A recent survey by PwC found that if the Treasury pushes ahead with corporate tax hikes, the overall tax rate for UK banks would rise to 50.5%, up from 36% in New York, 38.6% in Frankfurt and 37.5% in Amsterdam.

Differences on such a scale would be more than enough to make the projected devastation of the city as a result of Brexit a reality and impoverish the whole country.

None of this means that a culture of unbridled and unfettered capitalism is allowed to smolder in the Square Mile.

But on the contrary.
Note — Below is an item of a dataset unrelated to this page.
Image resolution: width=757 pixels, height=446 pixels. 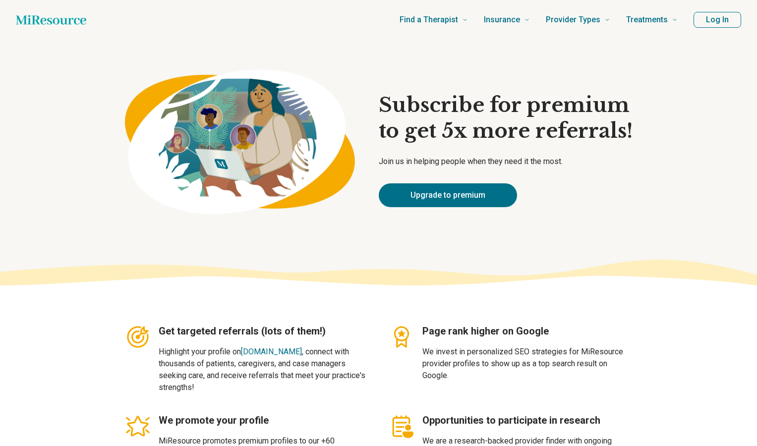 What do you see at coordinates (264, 331) in the screenshot?
I see `h3: Get targeted referrals (lots of them!)` at bounding box center [264, 331].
The Financial Conduct Authority’s do-nothing decision against Andy Hornby and other executives who effectively collapsed Halifax Bank of Scotland (HBOS) in 2008, nearly bringing Lloyds Bank to its knees in the process, is one of the most outrageous findings of an official inquiry of our time.

Instead of behaving like the fierce enforcer the City deserves, the FCA have softened in the face of fierce legal opposition.

It snuck an announcement into the black news hole on a Friday night and wasn’t in the good spirits to provide a formal backdrop to its decision.

The Fundamentally Supine Authority is still investigating the collapse of Neil Woodford’s £3billion investment empire in June 2019.

It has done nothing to prevent the rise and fall of Greensill, causing a tsunami of devastation not only here but around the world.

When the FCA’s indifference to the regulation of London Capital & Finance was exposed in a scathing report by Dame Elizabeth Gloster in 2019, the response of former FCA chief executive Andrew Bailey (now Governor of the Bank of England) was to try his hand at it Name and those of other responsible officials removed from report.

The UK needs a low tax and entrepreneurial finance sector.

But the public must be reassured that when there is injustice, justice will be done swiftly and without mercy.